Teacher Preparation Policy
Student Growth Data: The Massachusetts Department of Elementary and Secondary Education annually collects data on the impact of educator preparation programs' completers on student learning by reporting the evaluation ratings of teachers under the state's evaluation system, which includes student growth.
Licensure Exam Pass Rates:
Massachusetts publishes final pass rates of all test takers for content tests at the institutional and state level. The state also publishes first-time pass rates for all test takers at the state level.
Publish first-time and final pass rate data at the program level for all test takers.
Although Massachusetts publishes final pass rate data of all test takers at the institutional level, the state should publicly report first-time and final pass rate data for all test takers at the program level. Doing so allows the state, programs, and prospective teacher candidates to analyze the strength of programs' ability to prepare teachers in core content areas. Prospective teacher candidates deserve access to relevant information to determine which programs are most likely to enable them to earn a standard teaching license.
Massachusetts recognized the factual accuracy of this analysis; however, this analysis was updated subsequent to the state's review.
1C: Program Performance Measures
The state should examine a number of factors when measuring the performance of and approving teacher preparation programs.[1] Although the quality of both the subject-matter preparation and professional sequence is crucial, there are also additional measures that can provide the state and the public with meaningful, readily understandable indicators of how well programs are doing when it comes to preparing teachers to be successful in the classroom.[2]
States have made great strides in building data systems with the capacity to provide evidence of teacher performance.[3] These same data systems can be used to link teacher effectiveness to the teacher preparation programs from which they came. States should make such data, as well as other objective measures that go beyond licensure test pass rates, central components of their teacher preparation program approval processes, and they should establish precise standards for performance that are more useful for accountability purposes.[4]
National accrediting bodies, such as CAEP, are raising the bar, but are no substitute for states' own policy. A number of states now have somewhat more rigorous academic standards for admission by virtue of requiring that programs meet CAEP's accreditation standards. However, whether CAEP will uniformly uphold its standards (especially as they have already backtracked on the GPA requirement) and deny accreditation to programs that fall short of these admission requirements remains to be seen.[5] Clear state policy would eliminate this uncertainty and send an unequivocal message to programs about the state's expectations.[6]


[Problem statement]
If a line in the listing carries the word "label", return a copy of that line.

■ ■ ■ ■ ■ ■ ■

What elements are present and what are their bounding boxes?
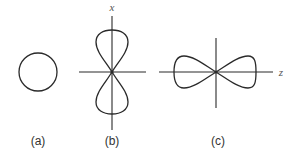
panel-b: x (b) [79,1,146,148]
origin-dot [110,70,113,73]
axis-label-x: x [109,1,115,13]
circle-shape [19,53,57,91]
orbital-diagram: (a) x (b) z (c) [0,0,294,157]
origin-dot [214,70,217,73]
panel-a: (a) [19,53,57,148]
panel-a-label: (a) [31,134,46,148]
panel-b-label: (b) [105,134,120,148]
axis-label-z: z [278,66,284,78]
panel-c-label: (c) [211,134,225,148]
panel-c: z (c) [159,38,284,148]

■ ■ ■ ■ ■ ■ ■

[Problem solution]
axis-label-x: x [109,1,115,13]
panel-a-label: (a) [31,134,46,148]
panel-b-label: (b) [105,134,120,148]
axis-label-z: z [278,66,284,78]
panel-c-label: (c) [211,134,225,148]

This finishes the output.